Their daughter, Maria didn’t get the chance to go to college, but her life was spent ensuring her children had better opportunities. When Maria passed away in 1923, there was no mention of the lynching of her first husband or of the tremendous obstacles put in front of her. Instead, her obituary noted she “was one of the most beloved women of the community and at no time, hour of the night was it too stormy for her to go to the rescue, or give service to those who called upon her.”
I always try to find living relatives in order to complete these stories I write, and I was quite surprised to find that Levi and Maria’s daughters were all married but only one had a child. Levi and Maria’s grandchild was born in 1892 and was named Frederick Douglass Lytle. He passed away in 1962 without having any children; thus, Levi Harrington’s direct line died out.

Remembering Levi Harrington and Patrick Jones
Levi Harrington’s lynching is commemorated in a plaque placed at Case Park in 2018 overlooking the spot where the Bluff St. Bridge once stood. In 2020, the marker was cut from the pole that supported it and was thrown over the cliff below.

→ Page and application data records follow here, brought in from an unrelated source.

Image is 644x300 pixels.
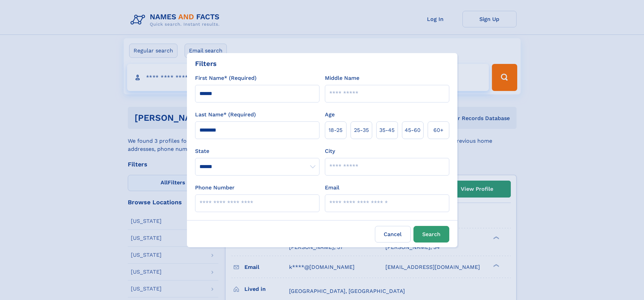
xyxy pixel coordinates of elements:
[325,183,339,192] label: Email
[195,183,235,192] label: Phone Number
[354,126,368,134] span: 25‑35
[325,147,335,155] label: City
[195,74,256,82] label: First Name* (Required)
[328,126,342,134] span: 18‑25
[195,147,319,155] label: State
[325,111,335,118] label: Age
[195,111,256,118] label: Last Name* (Required)
[325,74,360,82] label: Middle Name
[433,126,444,134] span: 60+
[414,226,449,243] button: Search
[375,226,410,243] label: Cancel
[195,59,216,69] div: Filters
[379,126,395,134] span: 35‑45
[405,126,421,134] span: 45‑60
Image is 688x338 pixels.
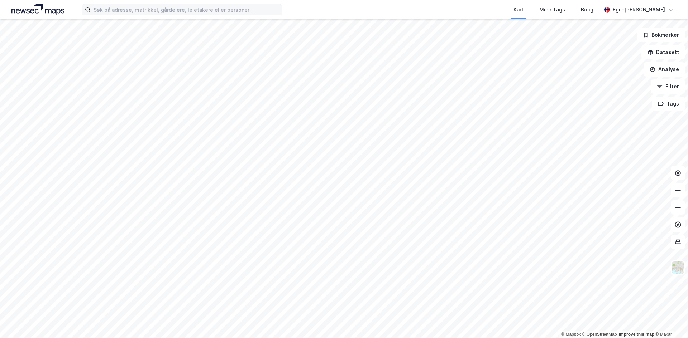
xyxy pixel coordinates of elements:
img: logo.a4113a55bc3d86da70a041830d287a7e.svg [11,4,64,15]
iframe: Chat Widget [652,304,688,338]
button: Tags [651,97,685,111]
input: Søk på adresse, matrikkel, gårdeiere, leietakere eller personer [91,4,282,15]
a: OpenStreetMap [582,332,617,337]
div: Kart [513,5,523,14]
div: Mine Tags [539,5,565,14]
button: Bokmerker [636,28,685,42]
div: Egil-[PERSON_NAME] [612,5,665,14]
div: Bolig [580,5,593,14]
a: Improve this map [618,332,654,337]
a: Mapbox [561,332,580,337]
button: Datasett [641,45,685,59]
img: Z [671,261,684,275]
button: Analyse [643,62,685,77]
button: Filter [650,79,685,94]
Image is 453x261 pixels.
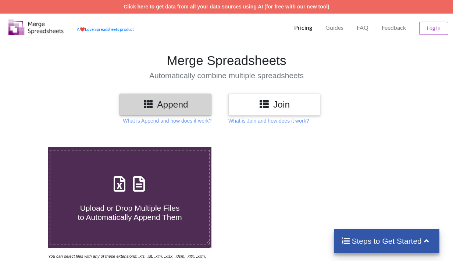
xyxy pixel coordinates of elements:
[341,237,432,246] h4: Steps to Get Started
[382,25,406,31] span: Feedback
[8,19,64,35] img: Logo.png
[228,117,309,125] p: What is Join and how does it work?
[123,117,211,125] p: What is Append and how does it work?
[357,24,368,32] p: FAQ
[78,204,182,222] span: Upload or Drop Multiple Files to Automatically Append Them
[234,99,315,110] h3: Join
[294,24,312,32] p: Pricing
[325,24,343,32] p: Guides
[419,22,448,35] button: Log In
[125,99,206,110] h3: Append
[124,4,329,10] a: Click here to get data from all your data sources using AI (for free with our new tool)
[80,27,85,32] span: heart
[77,27,134,32] a: AheartLove Spreadsheets product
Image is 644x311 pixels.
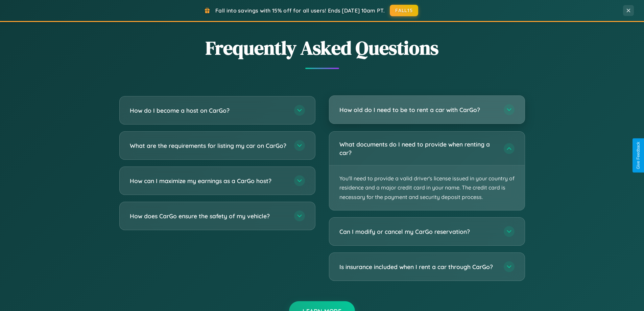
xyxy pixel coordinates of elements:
h3: How can I maximize my earnings as a CarGo host? [130,177,287,185]
div: Give Feedback [636,142,641,169]
h2: Frequently Asked Questions [120,35,525,61]
h3: Is insurance included when I rent a car through CarGo? [339,263,497,271]
h3: What documents do I need to provide when renting a car? [339,140,497,157]
p: You'll need to provide a valid driver's license issued in your country of residence and a major c... [329,166,525,210]
h3: What are the requirements for listing my car on CarGo? [130,142,287,150]
span: Fall into savings with 15% off for all users! Ends [DATE] 10am PT. [215,7,385,14]
h3: How does CarGo ensure the safety of my vehicle? [130,212,287,220]
h3: Can I modify or cancel my CarGo reservation? [339,228,497,236]
h3: How old do I need to be to rent a car with CarGo? [339,106,497,114]
h3: How do I become a host on CarGo? [130,106,287,115]
button: FALL15 [390,5,418,16]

Those wishing to honor this tragic yet important part of our city’s history didn’t lose their determination. In 2021, another ceremony took place and the marker was restored in its rightful place.
Patrolman Patrick Jones is one of 119 Kansas City police officers that have died protecting our city. Levi Harrington is one 59 documented lynchings in Missouri between 1877 and 1950. The marker and the events in April 1882 are important to our past – they are important in order to honor the progress we have made and the wounds that still must be healed.